Sync Magic: Triggering Jira Automation with BPMN Events
Are you tired of carrying out maintenance tasks manually? See how BPMN events spark seamless Jira Automation (opens in a new tab) or your custom microservices.
Create your Jira Automation Rule
Draw your Flower BPMN model including an intermediate throw event
Link the both together by sharing the common webhook Url
Crafting your Jira Automation Rule
Jira Automation allows users to automate common tasks and workflows, reducing the need for manual intervention. This powerful tool enables teams to create specific actions based on predefined conditions and events such as a Flower BPMN event.
You can create a wide range (opens in a new tab) of automated actions, such as:
- Automatically assigning issues to team members based on specific criteria.
- Updating issue fields when certain conditions are met.
- Sending email notifications or alerts.
- Linking issues, creating sub-tasks, or transitioning issue statuses automatically.
Email Automation Example
The screen shot shows a Jira Automation Rule that automatically sends an email as soon as a webhook url is called.
In order to link Flower with this rule, Flower must be provided with the Url.
Therefore, copy the url and then paste it into the corresponding BPMN event as described below.
Fire a Flower Event Trigger
The Flower BPM Engine fires an event automatically while executing a process and invokes a Jira Automation Rule. In a typical flow, an intermediate throw event executes its event (e.g. send a message) once the token has reached it. Once complete, the token continues to all outgoing sequence flows.
To invoke a Jira Automation Rule enter the webhook Url here in the properties panel of the selected event:
Intermediate Throw Events
Any BPMN intermediate throw event is able to fire an event. Which are the following:
Icon | Event Type |
---|---|
None Throw Event | |
Message Throw Event | |
Signal Throw Event | |
Escalation Throw Event | |
Compensation Throw Event | |
Link Throw Event | |
Multiple Throw Event |
Connectivity unleashed: Webhooks and your custom microservices
Flower is the BPM add-on for Jira, so most automation use cases will be within the Atlassian ecosystem and include Jira, Confluence, Bitbucket etc. With Jira Automation, a lot can already be achieved. But of course other services, including your custom microservices, can also be integrated.
Orchestrate Microservices
When entering the event node, Flower calls a HTTP-POST request, that includes the process instance key (FLOWER-375 is the Flower process instance key):
curl -X POST -H 'Content-type: application/json' \
"https://automation.atlassian.com/pro/hooks/xyz" \
--data '{"data": {issues:"FLOWER-375"]}}'
The request data body is going to be more flexible in a future version of Flower.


§ **REQUIRED ACTION**: The answer must be a single number: how many lines below contain "centromere".

==== SUPPLIED MATERIAL

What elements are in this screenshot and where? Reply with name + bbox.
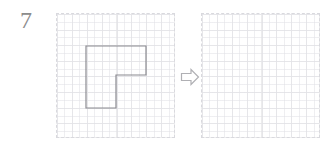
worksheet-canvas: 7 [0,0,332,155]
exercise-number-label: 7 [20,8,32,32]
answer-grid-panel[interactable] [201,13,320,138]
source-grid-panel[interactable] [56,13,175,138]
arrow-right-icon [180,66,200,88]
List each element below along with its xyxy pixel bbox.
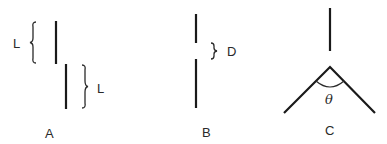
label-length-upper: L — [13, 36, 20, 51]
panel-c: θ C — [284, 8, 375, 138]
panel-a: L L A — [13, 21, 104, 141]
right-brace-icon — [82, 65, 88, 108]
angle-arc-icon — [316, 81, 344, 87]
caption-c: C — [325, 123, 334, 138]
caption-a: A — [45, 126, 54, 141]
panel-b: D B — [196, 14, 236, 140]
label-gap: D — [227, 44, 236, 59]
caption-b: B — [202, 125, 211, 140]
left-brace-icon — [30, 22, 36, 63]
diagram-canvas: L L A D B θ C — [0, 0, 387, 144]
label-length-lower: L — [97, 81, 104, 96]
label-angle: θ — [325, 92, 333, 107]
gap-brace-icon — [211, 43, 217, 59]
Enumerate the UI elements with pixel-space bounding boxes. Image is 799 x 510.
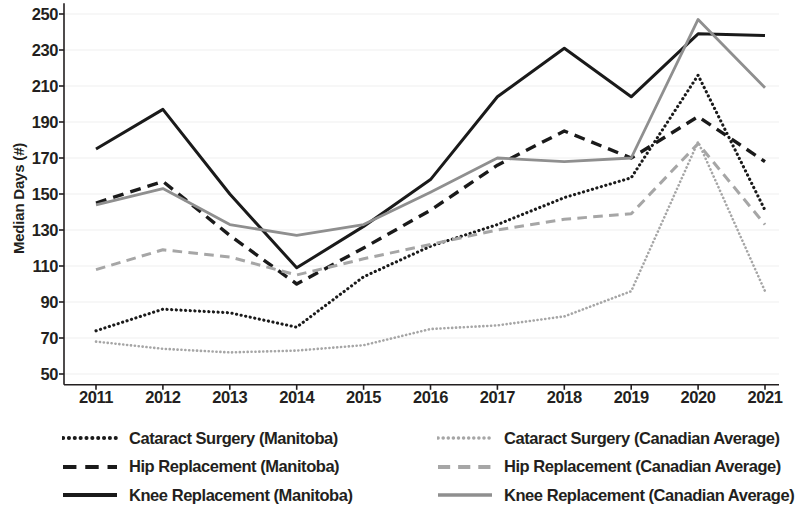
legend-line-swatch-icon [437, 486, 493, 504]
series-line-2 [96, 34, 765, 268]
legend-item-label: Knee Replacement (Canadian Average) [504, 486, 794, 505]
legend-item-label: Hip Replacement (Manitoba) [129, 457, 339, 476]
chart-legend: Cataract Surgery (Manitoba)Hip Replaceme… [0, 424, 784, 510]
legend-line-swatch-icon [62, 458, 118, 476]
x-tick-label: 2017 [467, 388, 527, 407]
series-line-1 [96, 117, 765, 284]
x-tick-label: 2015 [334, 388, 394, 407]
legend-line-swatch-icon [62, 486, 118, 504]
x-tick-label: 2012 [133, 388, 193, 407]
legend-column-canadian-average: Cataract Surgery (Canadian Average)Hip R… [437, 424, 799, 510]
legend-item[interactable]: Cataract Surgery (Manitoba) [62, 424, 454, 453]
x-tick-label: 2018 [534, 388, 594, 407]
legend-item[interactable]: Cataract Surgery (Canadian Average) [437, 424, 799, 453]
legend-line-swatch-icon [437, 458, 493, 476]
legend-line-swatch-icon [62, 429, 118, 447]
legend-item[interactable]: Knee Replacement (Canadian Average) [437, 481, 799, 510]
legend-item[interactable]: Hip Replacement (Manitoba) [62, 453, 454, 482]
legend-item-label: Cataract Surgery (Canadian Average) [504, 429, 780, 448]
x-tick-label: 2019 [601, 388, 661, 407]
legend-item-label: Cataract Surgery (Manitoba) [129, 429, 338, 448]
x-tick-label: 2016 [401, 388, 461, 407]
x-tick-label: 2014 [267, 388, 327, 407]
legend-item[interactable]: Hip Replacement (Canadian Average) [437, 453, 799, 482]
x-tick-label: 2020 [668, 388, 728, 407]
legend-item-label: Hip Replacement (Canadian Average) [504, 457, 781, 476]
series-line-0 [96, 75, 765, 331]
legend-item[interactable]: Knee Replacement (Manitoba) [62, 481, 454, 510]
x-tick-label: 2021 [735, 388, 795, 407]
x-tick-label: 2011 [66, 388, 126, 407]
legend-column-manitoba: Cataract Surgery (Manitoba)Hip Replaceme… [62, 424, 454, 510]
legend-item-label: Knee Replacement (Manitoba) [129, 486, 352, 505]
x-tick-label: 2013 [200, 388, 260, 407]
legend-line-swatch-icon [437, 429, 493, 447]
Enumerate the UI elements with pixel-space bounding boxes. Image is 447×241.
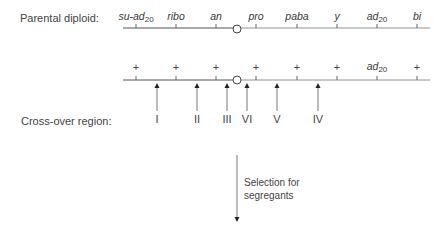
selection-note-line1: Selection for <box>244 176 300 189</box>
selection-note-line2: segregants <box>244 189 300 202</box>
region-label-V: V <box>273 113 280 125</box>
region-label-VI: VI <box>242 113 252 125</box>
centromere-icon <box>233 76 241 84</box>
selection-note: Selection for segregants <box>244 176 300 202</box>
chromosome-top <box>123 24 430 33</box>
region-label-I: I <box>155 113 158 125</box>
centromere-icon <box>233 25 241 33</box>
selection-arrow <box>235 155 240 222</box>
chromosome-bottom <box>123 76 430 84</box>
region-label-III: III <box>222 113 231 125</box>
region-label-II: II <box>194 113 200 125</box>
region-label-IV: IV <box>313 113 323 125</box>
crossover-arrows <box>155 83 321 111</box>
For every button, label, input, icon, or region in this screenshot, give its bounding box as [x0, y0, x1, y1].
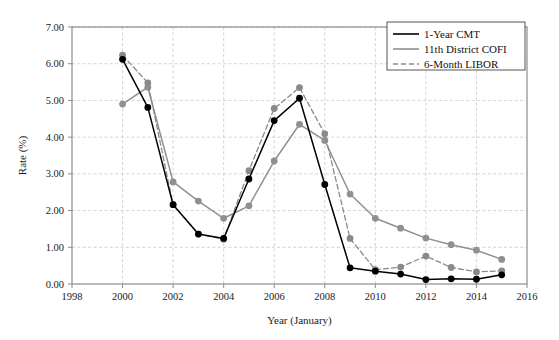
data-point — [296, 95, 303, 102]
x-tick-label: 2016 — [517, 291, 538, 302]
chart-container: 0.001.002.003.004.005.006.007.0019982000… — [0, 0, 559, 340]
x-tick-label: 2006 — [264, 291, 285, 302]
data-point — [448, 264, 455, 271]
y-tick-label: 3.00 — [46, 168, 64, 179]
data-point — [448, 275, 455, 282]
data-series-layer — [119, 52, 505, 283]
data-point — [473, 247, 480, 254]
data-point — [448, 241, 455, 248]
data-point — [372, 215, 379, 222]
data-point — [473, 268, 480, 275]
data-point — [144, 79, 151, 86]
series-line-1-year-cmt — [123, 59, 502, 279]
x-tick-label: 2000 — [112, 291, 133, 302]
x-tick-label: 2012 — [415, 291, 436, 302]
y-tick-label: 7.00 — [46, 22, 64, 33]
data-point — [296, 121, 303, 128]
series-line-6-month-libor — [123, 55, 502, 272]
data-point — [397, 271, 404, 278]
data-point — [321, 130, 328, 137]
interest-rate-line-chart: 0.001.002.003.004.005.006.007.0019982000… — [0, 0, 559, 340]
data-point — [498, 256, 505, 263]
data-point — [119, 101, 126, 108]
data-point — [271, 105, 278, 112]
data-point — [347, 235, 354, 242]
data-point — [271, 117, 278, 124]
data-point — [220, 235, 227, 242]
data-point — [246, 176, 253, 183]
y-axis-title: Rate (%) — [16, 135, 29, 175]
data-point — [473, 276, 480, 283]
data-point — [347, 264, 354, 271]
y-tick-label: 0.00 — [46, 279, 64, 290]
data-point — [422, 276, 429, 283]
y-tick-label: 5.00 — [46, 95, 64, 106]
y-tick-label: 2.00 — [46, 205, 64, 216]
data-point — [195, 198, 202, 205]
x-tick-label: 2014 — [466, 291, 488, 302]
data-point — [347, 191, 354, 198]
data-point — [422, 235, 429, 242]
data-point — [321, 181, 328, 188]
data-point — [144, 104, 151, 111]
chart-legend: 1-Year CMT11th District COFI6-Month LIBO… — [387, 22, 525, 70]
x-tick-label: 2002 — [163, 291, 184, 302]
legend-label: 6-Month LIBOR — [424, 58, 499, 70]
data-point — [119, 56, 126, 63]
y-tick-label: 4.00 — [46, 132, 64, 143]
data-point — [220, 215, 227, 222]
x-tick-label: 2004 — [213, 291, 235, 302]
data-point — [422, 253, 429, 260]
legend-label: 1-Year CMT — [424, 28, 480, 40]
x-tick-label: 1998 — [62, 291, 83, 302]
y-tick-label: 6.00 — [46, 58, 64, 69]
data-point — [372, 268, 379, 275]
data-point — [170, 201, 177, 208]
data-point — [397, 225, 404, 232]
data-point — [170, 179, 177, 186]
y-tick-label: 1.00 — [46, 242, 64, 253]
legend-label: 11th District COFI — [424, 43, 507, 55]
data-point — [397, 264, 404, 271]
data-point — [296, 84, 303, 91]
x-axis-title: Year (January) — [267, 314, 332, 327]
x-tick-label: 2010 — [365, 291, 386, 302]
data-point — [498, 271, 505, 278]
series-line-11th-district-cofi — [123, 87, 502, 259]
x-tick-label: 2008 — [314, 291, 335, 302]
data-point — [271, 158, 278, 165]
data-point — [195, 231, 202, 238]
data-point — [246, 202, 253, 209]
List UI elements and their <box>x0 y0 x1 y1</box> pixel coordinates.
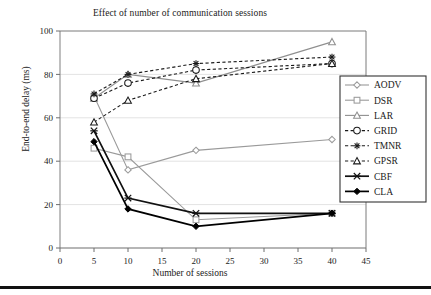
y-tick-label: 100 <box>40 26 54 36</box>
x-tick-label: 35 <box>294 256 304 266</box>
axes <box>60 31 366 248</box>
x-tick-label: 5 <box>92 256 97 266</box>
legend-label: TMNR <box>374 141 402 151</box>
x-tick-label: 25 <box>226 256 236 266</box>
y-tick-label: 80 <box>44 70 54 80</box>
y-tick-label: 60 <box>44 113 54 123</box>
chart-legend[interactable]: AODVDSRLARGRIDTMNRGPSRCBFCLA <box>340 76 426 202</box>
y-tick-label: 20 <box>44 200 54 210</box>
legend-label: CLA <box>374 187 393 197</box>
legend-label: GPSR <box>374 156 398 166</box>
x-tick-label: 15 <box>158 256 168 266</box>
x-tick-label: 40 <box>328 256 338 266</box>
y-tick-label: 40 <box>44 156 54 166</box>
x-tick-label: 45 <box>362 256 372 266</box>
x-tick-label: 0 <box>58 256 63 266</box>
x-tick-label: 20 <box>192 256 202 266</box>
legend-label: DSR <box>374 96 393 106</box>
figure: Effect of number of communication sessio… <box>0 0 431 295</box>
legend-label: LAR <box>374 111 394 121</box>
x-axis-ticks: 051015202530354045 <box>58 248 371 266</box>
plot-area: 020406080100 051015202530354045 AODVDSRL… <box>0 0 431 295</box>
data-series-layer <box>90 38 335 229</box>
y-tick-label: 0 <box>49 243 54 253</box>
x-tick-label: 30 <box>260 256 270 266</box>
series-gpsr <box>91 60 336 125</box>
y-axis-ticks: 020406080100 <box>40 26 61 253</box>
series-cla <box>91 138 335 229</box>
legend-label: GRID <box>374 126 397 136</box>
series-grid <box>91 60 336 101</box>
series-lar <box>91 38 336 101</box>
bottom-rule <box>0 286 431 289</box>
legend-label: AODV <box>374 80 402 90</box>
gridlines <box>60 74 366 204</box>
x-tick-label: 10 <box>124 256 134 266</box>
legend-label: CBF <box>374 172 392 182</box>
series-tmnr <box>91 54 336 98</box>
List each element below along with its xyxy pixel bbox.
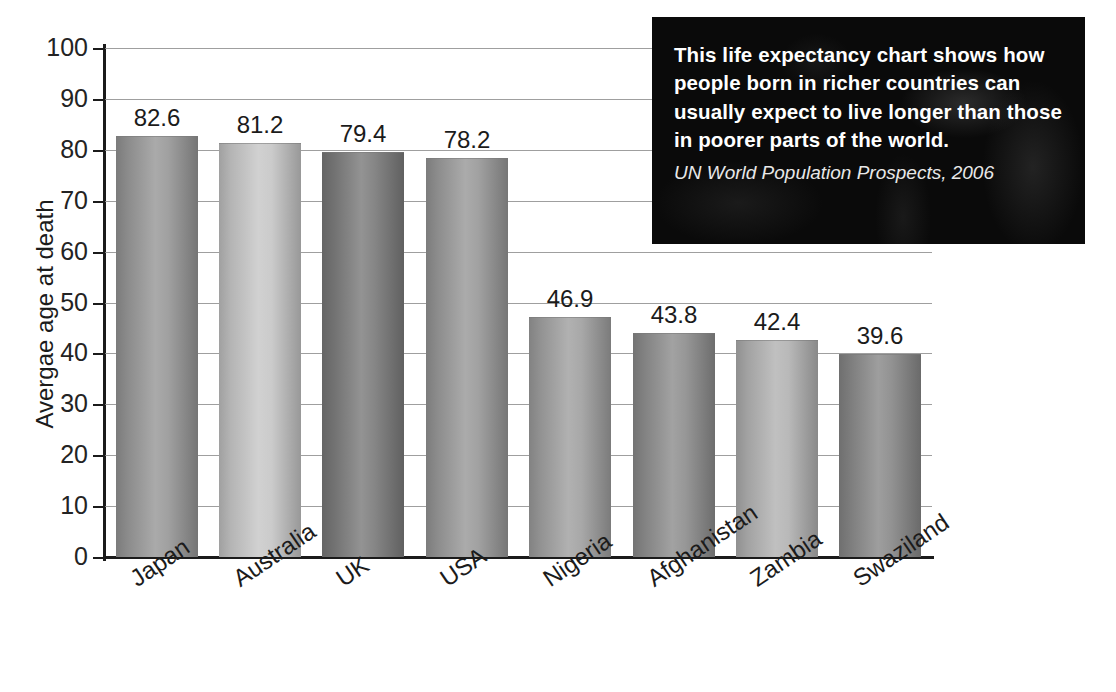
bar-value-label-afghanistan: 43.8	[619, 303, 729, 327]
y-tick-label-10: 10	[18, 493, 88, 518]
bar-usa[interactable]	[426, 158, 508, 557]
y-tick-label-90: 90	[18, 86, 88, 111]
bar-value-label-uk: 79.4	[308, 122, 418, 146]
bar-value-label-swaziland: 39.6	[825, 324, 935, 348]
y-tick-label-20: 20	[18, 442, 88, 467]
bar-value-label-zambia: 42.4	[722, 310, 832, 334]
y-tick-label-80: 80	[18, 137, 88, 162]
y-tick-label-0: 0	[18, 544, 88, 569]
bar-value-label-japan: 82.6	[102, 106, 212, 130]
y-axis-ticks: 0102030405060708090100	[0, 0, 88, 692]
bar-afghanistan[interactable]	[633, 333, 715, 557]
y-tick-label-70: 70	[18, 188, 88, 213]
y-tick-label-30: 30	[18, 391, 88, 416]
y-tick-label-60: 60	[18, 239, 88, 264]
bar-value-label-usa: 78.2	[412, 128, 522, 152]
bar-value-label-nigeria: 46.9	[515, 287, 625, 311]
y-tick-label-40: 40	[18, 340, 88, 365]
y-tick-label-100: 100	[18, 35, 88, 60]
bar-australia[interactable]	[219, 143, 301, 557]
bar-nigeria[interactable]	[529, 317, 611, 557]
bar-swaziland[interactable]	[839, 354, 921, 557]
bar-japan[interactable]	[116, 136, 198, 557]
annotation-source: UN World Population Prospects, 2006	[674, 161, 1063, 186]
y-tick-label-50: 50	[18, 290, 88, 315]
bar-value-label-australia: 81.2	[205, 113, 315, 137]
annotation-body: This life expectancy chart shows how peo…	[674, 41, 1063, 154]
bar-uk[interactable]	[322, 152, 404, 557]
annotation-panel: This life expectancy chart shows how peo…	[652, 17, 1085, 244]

========

§ **TASK OUTPUT**: 2